A good cysteine addition method that could increase the specific glutathione (GSH) production rate (Pc) was investigated and utilized to maximize total GSH production in fed-batch culture of Saccharomyce s cerevisiae. The single-shot addition of cysteine was a better method compared to a continuous method that maintained a constant cysteine concentration in the.. reactor. The shot method increased Pc about twofold compared to a culture without cysteine. The increase in Pc by the shot method can be achieved without growth inhibition if the cysteine dose is maintained at 0.7 mmol.g-1 cell or less. The positive effect on Pc (at every specific growth rate,/z) was saturated when the cysteine shot concentrations was 3 mM or more. A simple model was developed consisting of mass balance equations and the relationship between p and Pc, for the single cysteine shot addition method. From this model an optimal operating strategy was determined to maximize total GSH production in fed-batch culture. This optimal operation consisted of separating the process into phases of (1) cell growth and (2) GSH production, through a bang-bang profile control of/z, and a shot of cysteine just at the start of the GSH production phase. In other words, the cysteine shot time and the ~ switching time should be the same. For a total feeding time of 10 h, both the switching time of p and cysteine shot time were calculated to be about 6.4 h.
Regardless of interaction with less frequent imitative caregivers, infants can obtain the vowels of the caregivers' mother tongues by finding the correspondence between their own vowels and the caregivers' vowels. This paper proposes a learning method based on auto-mirroring bias (AMB) with a self-evaluation mechanism to find such correspondence. AMB is the robot's anticipation of being imitated by its caregiver and has a role of narrowing the candidates for the correspondence. The self-evaluation mechanism biased by AMB works as outlier (incorrect mapping) rejection, expecting that the outliers appear less consistently than the correct mappings do in the interaction. Results from several computer simulations with real sound wave recording from a human experimenter show that the robot could successfully achieve being imitated by the proposed method even if interacting with a caregiver who would seldomly imitate its utterances.
A fuzzy logic controller (FLC) for the control of ethanol concentration was developed and utilized to realize the maximum production of glutathione (GSH) in yeast fedbatch culture. A conventional fuzzy controller, which uses the control error and its rate of change in the premise part of the linguistic rules, worked well when the initial error of ethanol concentration was small. However, when the initial error was large, controller overreaction resulted in an overshoot.An improved fuzzy controller was obtained to avoid controller overreaction by diagnostic determination of "glucose emergency states" (i.e., glucose accumulation or deficiency), and then appropriate emergency control action was obtained by the use of weight coefficients and modification of linguistic rules to decrease the overreaction of the controller when the fermentation was in the emergency state. The improved fuzzy controller was able to control a constant ethanol concentration under conditions of large initial error.The improved fuzzy control system was used in the GSH production phase of the optimal operation to indirectly control the specific growth rate mu to its critical value micro(c). In the GSH production phase of the fed-batch culture, the optimal solution was to control micro to micro(c) in order to maintain a maximum specific GSH production rate. The value of micro(c) also coincided with the critical specific growth rate at which no ethanol formation occurs. Therefore, the control of micro to micro(c) could be done indirectly by maintaining a constant ethanol concentration, that is, zero net ethanol formation, through proper manipulation of the glucose feed rate. Maximum production of GSH was realized using the developed FLC; maximum production was a consequence of the substrate feeding strategy and cysteine addition, and the FLC was a simple way to realize the strategy.
The physiological states with respect to cell growth and ethanol production in a yeast fed-batch culture expressed in linguistic form could be recognized on-line by fuzzy inferencing based on error vectors. The error vector was newly defined here in a macroscopic elemental balance equation. The physiological states for cell growth and ethanol production were characterized by error vectors using many experimental data from fed-batch cultures. Fuzzy membership functions were constructed from the frequency distributions of the error vectors and state recognition was performed by fuzzy inferencing. In particular, an unusual physiological state for a yeast cultivation, in which aerobic ethanol production was accompanied by very low cell growth, could be recognized accurately. According to the results of the state recognition, an energy parameter, the P/O ratio in the metabolic reaction model was adaptively estimated, and the cell growth was successfully evaluated with the estimated P/O. (c) 1995 John Wiley & Sons, Inc.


Activity
For the string "antrum", search the entries below and copy every line where it appears.

Records drawn from a dataset:
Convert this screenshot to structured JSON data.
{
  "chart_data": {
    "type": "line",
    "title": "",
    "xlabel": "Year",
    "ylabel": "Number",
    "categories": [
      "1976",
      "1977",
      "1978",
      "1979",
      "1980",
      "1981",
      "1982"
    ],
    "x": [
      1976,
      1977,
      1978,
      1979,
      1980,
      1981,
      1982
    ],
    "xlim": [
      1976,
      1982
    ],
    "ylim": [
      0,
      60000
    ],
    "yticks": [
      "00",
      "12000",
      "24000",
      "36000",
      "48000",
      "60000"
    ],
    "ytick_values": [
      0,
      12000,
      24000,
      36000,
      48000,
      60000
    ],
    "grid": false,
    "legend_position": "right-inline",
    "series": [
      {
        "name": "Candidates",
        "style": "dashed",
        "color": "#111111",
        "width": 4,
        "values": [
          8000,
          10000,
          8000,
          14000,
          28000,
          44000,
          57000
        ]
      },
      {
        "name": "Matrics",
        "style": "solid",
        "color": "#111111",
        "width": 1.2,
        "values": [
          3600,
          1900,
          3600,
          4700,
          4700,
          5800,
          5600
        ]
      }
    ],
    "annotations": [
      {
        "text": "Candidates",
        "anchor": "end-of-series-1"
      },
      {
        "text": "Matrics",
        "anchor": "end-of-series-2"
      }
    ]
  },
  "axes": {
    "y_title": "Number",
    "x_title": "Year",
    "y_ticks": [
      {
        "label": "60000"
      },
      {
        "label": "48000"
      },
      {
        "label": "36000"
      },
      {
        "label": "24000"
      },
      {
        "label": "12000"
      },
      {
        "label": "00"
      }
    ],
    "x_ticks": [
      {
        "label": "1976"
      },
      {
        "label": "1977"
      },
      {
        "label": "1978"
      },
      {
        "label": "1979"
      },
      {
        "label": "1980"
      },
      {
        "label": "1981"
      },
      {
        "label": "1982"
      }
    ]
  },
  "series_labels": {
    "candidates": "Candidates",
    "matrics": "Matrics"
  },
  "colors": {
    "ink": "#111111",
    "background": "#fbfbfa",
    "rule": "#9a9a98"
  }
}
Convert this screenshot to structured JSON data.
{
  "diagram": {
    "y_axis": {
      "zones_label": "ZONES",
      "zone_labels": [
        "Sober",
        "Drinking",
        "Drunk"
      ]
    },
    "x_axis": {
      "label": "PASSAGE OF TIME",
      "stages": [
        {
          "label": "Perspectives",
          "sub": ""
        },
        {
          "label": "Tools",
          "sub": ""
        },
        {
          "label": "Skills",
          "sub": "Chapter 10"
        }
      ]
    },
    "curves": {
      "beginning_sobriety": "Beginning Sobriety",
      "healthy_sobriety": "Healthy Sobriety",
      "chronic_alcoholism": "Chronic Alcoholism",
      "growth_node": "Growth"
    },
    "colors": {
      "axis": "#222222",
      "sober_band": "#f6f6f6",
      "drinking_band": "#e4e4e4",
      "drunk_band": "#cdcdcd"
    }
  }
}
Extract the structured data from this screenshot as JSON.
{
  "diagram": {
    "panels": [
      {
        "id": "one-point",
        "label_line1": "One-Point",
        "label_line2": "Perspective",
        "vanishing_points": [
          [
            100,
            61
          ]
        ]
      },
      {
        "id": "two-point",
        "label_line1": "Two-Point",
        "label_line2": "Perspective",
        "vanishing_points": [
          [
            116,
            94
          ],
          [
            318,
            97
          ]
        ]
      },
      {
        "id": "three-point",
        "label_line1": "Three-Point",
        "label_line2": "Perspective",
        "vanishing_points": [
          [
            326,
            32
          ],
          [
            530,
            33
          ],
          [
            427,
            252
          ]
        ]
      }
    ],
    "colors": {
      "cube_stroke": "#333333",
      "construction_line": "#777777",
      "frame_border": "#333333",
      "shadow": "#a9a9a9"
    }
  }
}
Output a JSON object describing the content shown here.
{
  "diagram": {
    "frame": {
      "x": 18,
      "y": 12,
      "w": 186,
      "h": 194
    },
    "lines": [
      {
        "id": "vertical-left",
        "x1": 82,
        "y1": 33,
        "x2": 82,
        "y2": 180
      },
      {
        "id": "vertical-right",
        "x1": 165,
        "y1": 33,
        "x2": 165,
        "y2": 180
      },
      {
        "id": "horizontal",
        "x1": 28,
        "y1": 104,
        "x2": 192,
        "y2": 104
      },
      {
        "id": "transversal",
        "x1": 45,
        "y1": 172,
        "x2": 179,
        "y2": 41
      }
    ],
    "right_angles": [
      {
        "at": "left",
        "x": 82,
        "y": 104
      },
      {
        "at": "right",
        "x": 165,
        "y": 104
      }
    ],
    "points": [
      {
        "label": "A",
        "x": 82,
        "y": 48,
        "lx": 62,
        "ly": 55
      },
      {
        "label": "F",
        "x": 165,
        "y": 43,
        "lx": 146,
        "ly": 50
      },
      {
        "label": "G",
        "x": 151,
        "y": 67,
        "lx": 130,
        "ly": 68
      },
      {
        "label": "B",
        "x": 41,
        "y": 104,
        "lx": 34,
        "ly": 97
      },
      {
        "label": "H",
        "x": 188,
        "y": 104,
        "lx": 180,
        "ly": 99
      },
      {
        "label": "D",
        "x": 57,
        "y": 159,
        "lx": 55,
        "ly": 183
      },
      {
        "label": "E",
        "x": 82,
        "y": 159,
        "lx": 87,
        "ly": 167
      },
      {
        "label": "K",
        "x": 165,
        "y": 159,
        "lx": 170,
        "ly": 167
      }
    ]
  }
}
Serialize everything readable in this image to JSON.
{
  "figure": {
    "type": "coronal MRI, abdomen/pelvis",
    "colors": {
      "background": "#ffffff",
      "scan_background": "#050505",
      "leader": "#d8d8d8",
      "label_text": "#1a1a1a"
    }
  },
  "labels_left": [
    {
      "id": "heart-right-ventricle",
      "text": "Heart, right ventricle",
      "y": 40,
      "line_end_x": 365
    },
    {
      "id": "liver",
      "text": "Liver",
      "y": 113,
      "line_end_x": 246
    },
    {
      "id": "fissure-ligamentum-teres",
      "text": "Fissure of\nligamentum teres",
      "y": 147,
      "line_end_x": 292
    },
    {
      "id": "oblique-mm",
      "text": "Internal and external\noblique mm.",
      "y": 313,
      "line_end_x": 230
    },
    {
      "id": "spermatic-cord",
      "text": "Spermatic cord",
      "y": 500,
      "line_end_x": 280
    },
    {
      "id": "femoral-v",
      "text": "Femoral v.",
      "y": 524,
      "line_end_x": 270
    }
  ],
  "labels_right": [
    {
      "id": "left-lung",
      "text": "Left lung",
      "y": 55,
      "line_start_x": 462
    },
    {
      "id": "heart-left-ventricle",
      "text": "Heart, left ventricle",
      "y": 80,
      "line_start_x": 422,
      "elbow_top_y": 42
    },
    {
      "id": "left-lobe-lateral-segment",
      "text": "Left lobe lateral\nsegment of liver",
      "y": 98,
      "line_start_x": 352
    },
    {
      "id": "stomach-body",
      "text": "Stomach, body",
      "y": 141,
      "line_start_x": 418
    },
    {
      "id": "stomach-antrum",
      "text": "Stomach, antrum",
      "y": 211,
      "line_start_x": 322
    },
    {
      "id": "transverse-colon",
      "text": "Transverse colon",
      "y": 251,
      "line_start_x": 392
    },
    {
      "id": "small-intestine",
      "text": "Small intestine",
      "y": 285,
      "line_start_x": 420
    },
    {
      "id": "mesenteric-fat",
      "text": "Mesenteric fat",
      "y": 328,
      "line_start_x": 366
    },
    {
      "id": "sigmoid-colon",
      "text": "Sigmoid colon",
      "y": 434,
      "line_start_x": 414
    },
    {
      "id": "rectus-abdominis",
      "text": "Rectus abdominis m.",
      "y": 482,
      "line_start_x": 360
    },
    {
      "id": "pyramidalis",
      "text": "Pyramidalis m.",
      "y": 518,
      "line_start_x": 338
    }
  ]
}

Solution for this problem
      "id": "stomach-antrum",
      "text": "Stomach, antrum",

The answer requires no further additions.